Friday, March 27, 2026

Fuzz: Wildlife Conflict in the Modern Era

Recently, I read Fuzz: When Natures Breaks the Law by Mary Roach. Like all of her books, it is a meandering journey that touches on a common theme. Although the subtitle makes it seem that the theme is nature crime, the theme is more about conflicts between bureaucracy, modernity and nature rather than crime itself. A more accurate but worse title would be Fuzz: The Weird Ways Humans Deal with Nature while Navigating Bureaucracy and the Impossibility of People Wanting to be around Wildlife without Ever Being Inconvenienced. Some examples Roach explores include the Indian government’s attempt to sterilize monkeys, how the city of Aspen deals with bears raiding trash cans, and the many failed attempts at getting rid of birds including the infamous Australian emu war.

Reading Fuzz was often frustrating because most of the problems share the same basic structure regardless of time or place. Humans disturb a local ecosystem through moving there or extracting resources. Animals then wander into human settlements in response to ecosystem change that has worsened their food supply, altered the predator-prey ratio, or made it easier to get caloric rich food. Humans react by engaging in one of two strategies. Strategy one is to kill everything, which is usually ineffective because it does not affect the population levels or results in extinction (at least in the region) which results in further ecosystem change. Strategy two is to feed the wild animals because that seems like the nice thing to do except that feeding them encourages the animals to keep going into the human settlements which makes the animals bolder which leads to more conflict and potentially leads to attacks. Once this has started, the animals become so used to relying on people for food that they cannot be integrated back into the wild. Sometimes people become so frustrated and angry that they go back to the first strategy of kill everything.

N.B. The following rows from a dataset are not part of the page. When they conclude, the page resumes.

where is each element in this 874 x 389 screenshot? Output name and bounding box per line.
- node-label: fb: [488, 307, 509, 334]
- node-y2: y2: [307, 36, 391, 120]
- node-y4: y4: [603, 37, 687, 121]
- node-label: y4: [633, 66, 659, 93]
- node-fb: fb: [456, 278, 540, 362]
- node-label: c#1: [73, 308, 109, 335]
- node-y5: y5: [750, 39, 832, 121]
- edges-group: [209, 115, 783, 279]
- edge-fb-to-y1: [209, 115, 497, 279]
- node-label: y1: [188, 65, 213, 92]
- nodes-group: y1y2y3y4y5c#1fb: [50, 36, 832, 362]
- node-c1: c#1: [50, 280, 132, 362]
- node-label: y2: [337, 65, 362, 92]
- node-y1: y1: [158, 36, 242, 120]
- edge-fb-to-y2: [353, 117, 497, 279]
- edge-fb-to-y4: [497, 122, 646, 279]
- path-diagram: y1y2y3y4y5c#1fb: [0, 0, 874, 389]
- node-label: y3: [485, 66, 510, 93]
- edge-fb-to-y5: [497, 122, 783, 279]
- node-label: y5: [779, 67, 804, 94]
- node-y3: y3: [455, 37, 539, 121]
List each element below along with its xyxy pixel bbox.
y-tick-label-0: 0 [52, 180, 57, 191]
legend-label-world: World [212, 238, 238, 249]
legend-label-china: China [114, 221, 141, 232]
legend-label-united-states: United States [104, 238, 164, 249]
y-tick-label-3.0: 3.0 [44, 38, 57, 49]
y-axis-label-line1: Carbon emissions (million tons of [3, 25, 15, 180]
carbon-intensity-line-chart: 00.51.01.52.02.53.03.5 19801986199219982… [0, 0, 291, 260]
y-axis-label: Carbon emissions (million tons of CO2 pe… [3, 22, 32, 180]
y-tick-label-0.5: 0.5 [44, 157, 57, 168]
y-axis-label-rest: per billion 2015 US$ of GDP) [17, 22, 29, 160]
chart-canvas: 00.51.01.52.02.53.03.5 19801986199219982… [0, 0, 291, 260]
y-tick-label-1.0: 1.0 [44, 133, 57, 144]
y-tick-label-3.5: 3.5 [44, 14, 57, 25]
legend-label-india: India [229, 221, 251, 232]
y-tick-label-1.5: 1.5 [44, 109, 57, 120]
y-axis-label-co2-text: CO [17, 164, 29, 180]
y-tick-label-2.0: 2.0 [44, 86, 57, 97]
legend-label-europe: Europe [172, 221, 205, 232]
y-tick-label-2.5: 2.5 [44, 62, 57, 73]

These problems can seem intractable. People have a hard time being convinced that killing everything doesn’t work and the people who don’t want to kill the animals have a hard time accepting that their help may makes things worse. They continue to feed the wild animals, resist methods that would discourage the animals (such as locking trashcans), and mainly advocate translocation (moving the animal to a different area) even though translocation rarely works. Whether because of blinding love or hate, people have a hard time handling wild animals wandering into their homes and cities.

Even though reading about these issues was frustrating, Fuzz left me feeling more inspired than dejected. There are examples of humans humanely and successfully addressing human-wildlife conflict and limiting the presence of introduced flora and fauna. They do so through careful study of local ecosystems, which includes the humans who live there and how they feel about wildlife. What was the most inspiring thing in the book was seeing how much the animal rights and environmental movements have changed how the public handles these wildlife issues. Before the 1970s, the kill everything approach was the norm. Now it is not.

Throughout these stories, Roach makes the case that the best way to deal with wildlife conflict is to find better ways to live with animals that isn’t killing them or making them reliant on humans. Sometimes the solution is simple and easy. After multiple chapters of ridiculous attempts to stop birds from eating crops, Roach argues that it’s better to do nothing or to hire a human to scare the birds off. Other times the solution is complicated. In New Zealand, there’s research being done on using genetic engineering to induce infertility among mice and other destructive, introduced species as a way to reduce the population without mass poisoning. The researchers are trying to limit unintended consequences but there will always be risk. The important question is whether the unknown risk of doing something is worth the known risk of doing nothing. I appreciate that there are people out there doing the often thankless work of trying to make humans and wildlife happy. Roach did an excellent job of showing the myriad of ways this plays out and, unlike other books I’ve read, Roach discusses these issues without claiming that now is the first time humans have tried caring about nature and ecological balance.

by Mia Milne, Solar Thoughts |  Read more:
Image: Fuzz
[ed. This issue has played out forever in my old hometown of Anchorage, Alaska (as you can imagine), and will probably never be resolved to everyone's satisfaction. It's a form of politics. What does science say, what are the available options, how feasibly can they be implemented, how much will they cost. Finally arriving at probably the most relevant question: what kind of city do you want to live in (that would perpetually kill its animal populations and modify its natural environment)?]